Hepburn was well-known for her distinct appearance and style choices that she was dubbed a “recognizable brand.” In contrast to the more sexual and curvy Elizabeth Taylor and Grace Kelly, she was perceived as an alternative feminine ideal that resonated more to women than men when she first soared to popularity in Roman Holiday (1953). She provided an appearance that young women found easier to copy than more sexual cinema stars, with her short hairstyle, slender figure, thick eyebrows, and “gamine” looks.

In Vogue, Cecil Beaton, a fashion photographer, declared Audrey Hepburn the public personification of their new feminine ideal in 1954. The magazine and its British counterpart frequently covered her style throughout the next decade. Hepburn has been credited as being one of the major prominent individuals that made being extremely slender trendy, alongside model Twiggy.

Film and Ballet

Audrey’s mother, Dutch baroness Ella Van Heemstra (her father, Joseph Victor Anthony Ruston, abandoned the family when she was six years old), relocated the girl to the Netherlands in 1939, believing that the neutral nation would be safer than England. Audrey suffered hardships in Nazi-occupied Holland during World War II. She did, however, manage to go to school and still take ballet lessons.

Audrey’s mother briefly changed her name to Edda Van Heemstra during this time, fearing that her birth name might disclose her British ancestry. She went on to study ballet in Amsterdam and London after the war.

Hepburn studied acting and worked as a dancer and model in her early twenties. She also began to be cast in minor cinema roles under the name Audrey Hepburn.

Hepburn caught the eye of French novelist Colette while filming a film in Monte-Carlo, and she thought Hepburn would be perfect for the title part in the theatrical production of her novel Gigi. Despite her lack of experience, Hepburn was cast in the play, which received wonderful reviews when it premiered on Broadway in 1951.

Her next assignment sent her to Rome, where she featured in Roman Holiday, her first major American film (1953). Hepburn bagged a best actress Academy Award for her performance as a young princess who foregoes the responsibilities of royalty for a day of romance and adventure with a reporter (played by Gregory Peck). Here, she proved her ability to combine a tomboyish winsomeness with a regal bearing that utterly charmed audiences.

Hepburn made her comeback as a water nymph in Ondine in early 1954, costarring Mel Ferrer, who she married later that year.
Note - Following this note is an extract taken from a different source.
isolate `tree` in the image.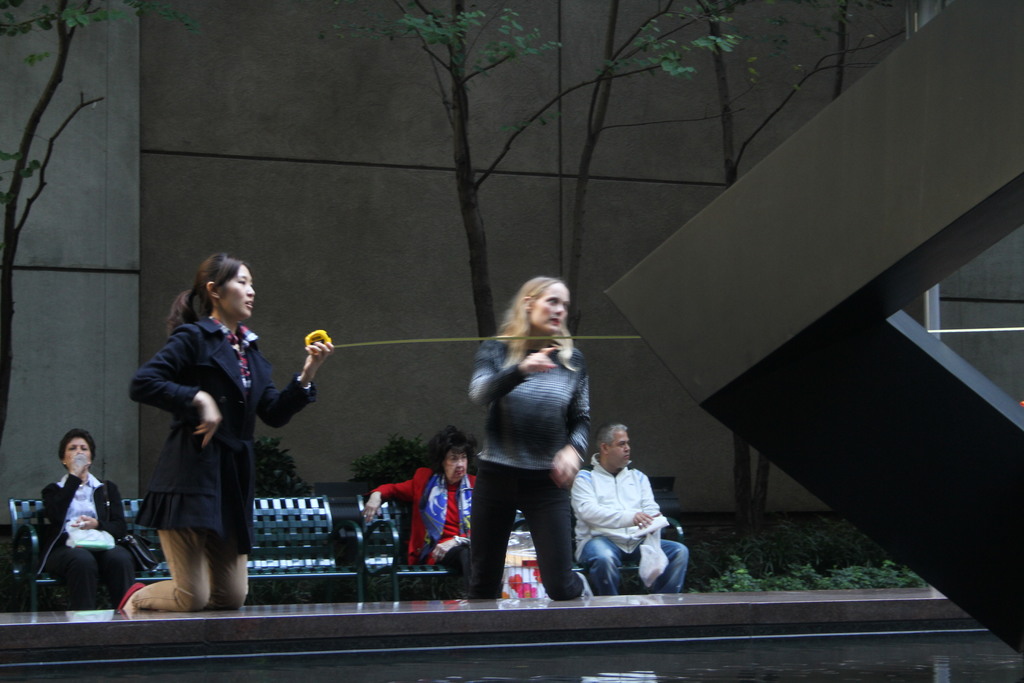
Isolated region: x1=0 y1=0 x2=200 y2=437.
Her performance, which turned out to have been her final on Broadway, earned her a Tony Award.

However, she continued to dazzle movie audiences in light romantic comedies like Sabrina (1954), which gave Hepburn her first opportunity to appear in Hubert de Givenchy designs, and Funny Face (1957), and notable dramatic films like War and Peace (1956) and The Nun’s Story (1959).

By the 1960s, Hepburn had outgrown her ingenue image and began playing more sophisticated and worldly, albeit still vulnerable, characters, such as the mysterious and effervescent Holly Golightly in Breakfast at Tiffany’s (1961), an adaptation of Truman Capote’s novella, a chic young widow costarring Cary Grant caught up in a suspenseful Charade (1963), and a free-spirited woman caught up in a difficult marriage in Two for the Road (1967).

Perhaps her most divisive portrayal was Eliza Doolittle in the film musical My Fair Lady (1964). Many spectators had difficulty accepting Hepburn as a character they felt rightfully belonged to Julie Andrews, who had developed the part onstage.

Acts of Humanitarianism

After acting in the thriller Wait Until Dark (1967), Hepburn went into semiretirement. She married a notable Italian psychiatrist after divorcing Ferrer in 1968 and preferred to focus on her family over her career. She didn’t return to acting until 1976, when she costarred in Robin and Marian, a nostalgic love story.

Hepburn starred in a few more films before beginning a new profession as the United Nations Children’s Fund’s (UNICEF) special goodwill ambassador in 1988. She dedicated herself to humanitarian work until her death from cancer in 1993, visiting famine-stricken towns in Africa, Latin America, and Asia. Later that year, the Academy of Motion Picture Arts and Sciences presented her with the Jean Hersholt Humanitarian Award, which she received posthumously.